The large incision used during the standard procedure can lead to a longer and more painful postsurgical recovery. Patients with artificial heart valves have to take medicines to keep potentially deadly clots from developing around them.

"Using this new technique, we restore the patient's own valve, preventing the need to replace it with a mechanical valve that will require lifelong blood thinner medications for the patient," said Lawrie, who holds the Michael E. DeBakey Endowed Chair for Cardiac Surgery at The Methodist Hospital, in Houston.

So far the robotic procedure has had a 100 percent success rate.

Lawrie reports on the procedure in an article published in the September issue of the journal Annals of Thoracic Surgery.

Lawrie was in the headlines in March, when he replaced the aortic valve of former first lady Barbara Bush.

A native of Australia, Lawrie arrived in Houston in 1974 and completed a fellowship in cardiovascular surgery at the Baylor College of Medicine. He then received an invitation to join the surgical staff of Dr. Michael E. DeBakey, with whom he was professionally associated for more than two decades.

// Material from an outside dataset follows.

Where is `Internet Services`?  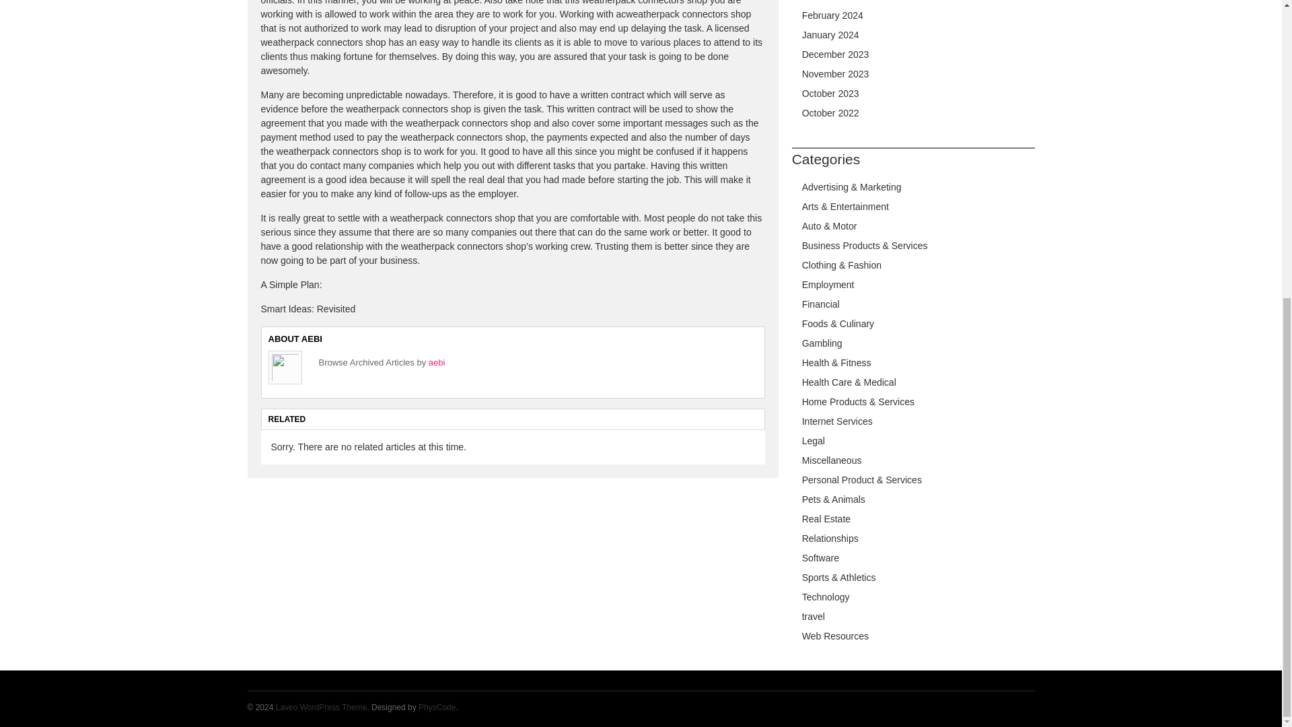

DeBakey and an army of his former protégés and associates have pioneered many of the heart surgery procedures in use today. DeBakey's innovations include coronary bypass surgery, the use of artificial grafts to replace or repair damaged blood vessels and the first use of an artificial pump to assist diseased left ventricles.

In 2005, at the age of 97, DeBakey was involved in another bit of surgical trailblazing when he became the oldest person to undergo and survive the repair of a ruptured aortic aneurysm. Decades earlier, DeBakey developed the procedure surgeons used to repair his torn aorta.

DeBakey, the son of Lebanese immigrants, never retired from the practice of medicine and was still performing a limited number of surgical procedures into his mid-90s. He died in July 2008 of what were called natural causes. He would have turned 100 on Sept. 7, 2008.